The Berkeley research notes that open-source communities iterate weekly versus quarterly or semi-annual cycles for closed providers. That's a double-edged sword. If you're self-hosting, you need to evaluate, test, and potentially upgrade weekly. If you're using an API, the provider handles that for you.
DeepSeek and Qwen's enterprise problem
Nobody's saying it directly, but it's shaping enterprise decisions more than benchmarks.
DeepSeek and Qwen now lead in downloads and developer popularity globally, but enterprise adoption remains below 1%. The gap between developer experimentation and production deployment has never been wider. Trust concerns explain most of this. Even technically excellent models face friction when enterprises need to explain their AI stack to customers, regulators, or boards. The geopolitical dimension of AI deployment isn't going away.
This creates a bifurcated market. Developers try everything. Enterprises deploy what they can defend.
Picking your tradeoffs
If you're weighing open versus closed models, here's the honest calculus:
Closed models make sense when you need frontier capabilities for reasoning, code generation, or complex tasks; when developer velocity matters more than inference cost; when you don't have dedicated ML engineering capacity for model ops; or when you want to outsource the upgrade treadmill.
Open models make sense when data sovereignty is a genuine requirement (not a talking point); when you're building high-volume, cost-sensitive applications where good-enough performance scales; when you have the engineering capacity to run and maintain model infrastructure; or when your use case is specific enough that fine-tuning provides real advantages.
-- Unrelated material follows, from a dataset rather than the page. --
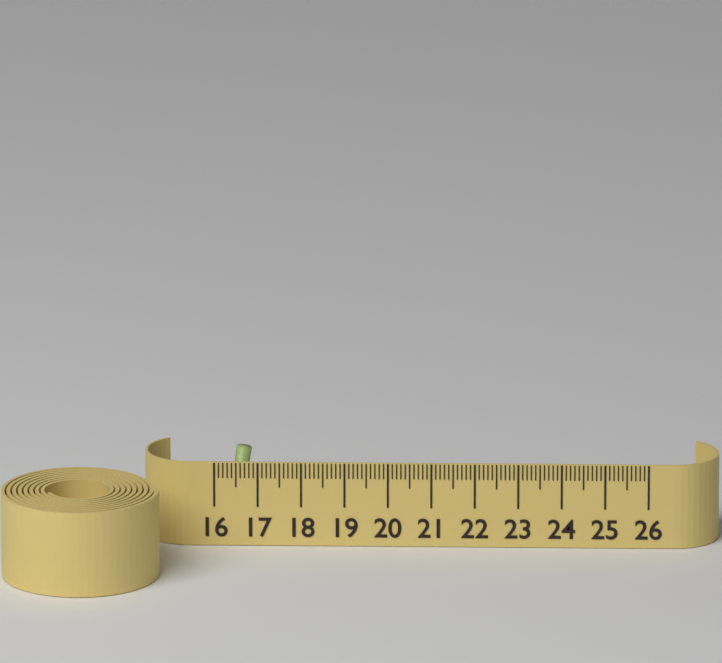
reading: 16.9 (no unit)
The interesting space is using both. Different parts of your system have different requirements. You might route based on task complexity (open for simple queries, closed for hard ones). You might want fallback options and negotiating leverage with API providers.
The framing of "open vs closed" as a binary choice misses how production systems actually work. Most serious deployments will use multiple models, routing between them based on cost, latency, and capability requirements.
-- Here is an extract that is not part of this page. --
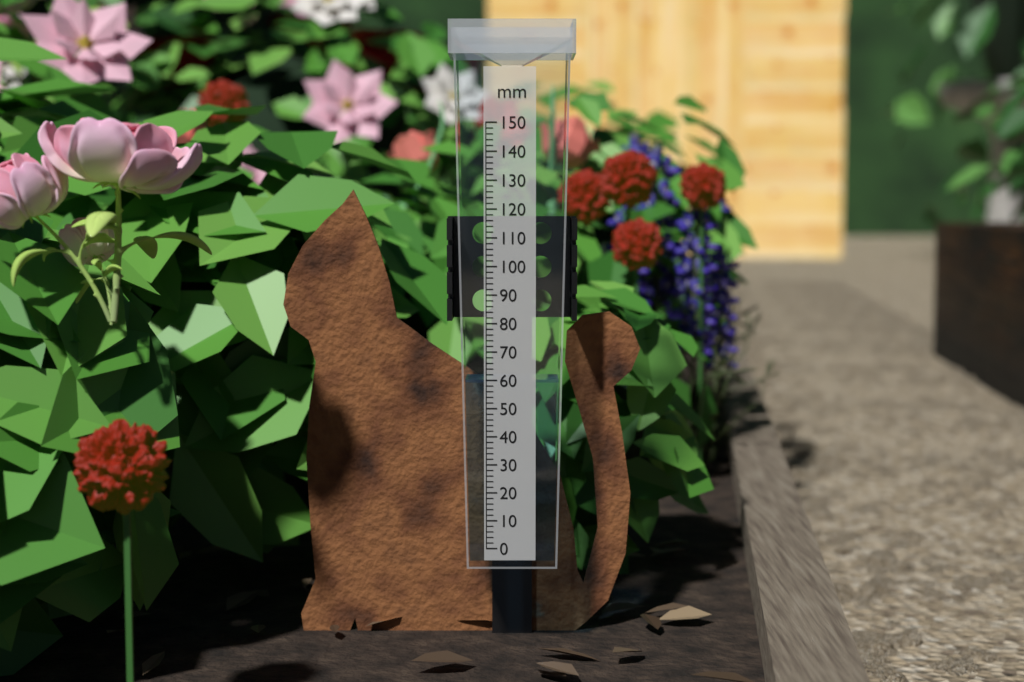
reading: 60 mm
The LLM API market doubled from $3.5 billion to $8.4 billion in six months. Growth is happening on both sides of the divide, just in different segments. Closed models are capturing the high-value enterprise tier with better performance on frontier tasks. Anthropic's rise to 32% enterprise share (surpassing OpenAI's 25%) shows that competition within closed models is fierce. Open models are capturing developer experimentation, edge deployment, and cost-sensitive applications.
The capability gap will continue narrowing. Specialized open variants (Med-Qwen2-7B, Fin-R1) are emerging months after base model releases, which suggests domain-specific applications may be where open models find their strongest foothold.
Our read: the "disruption" framing is wrong. This isn't a story where open-source AI eventually replaces closed models. It's a story where both find their natural market segments and compete primarily within those segments. The real question isn't "which will win?" It's "what are you building, and which tradeoffs make sense for that specific use case?"
Cost was never the deciding factor. Control, capability, and deployment burden are.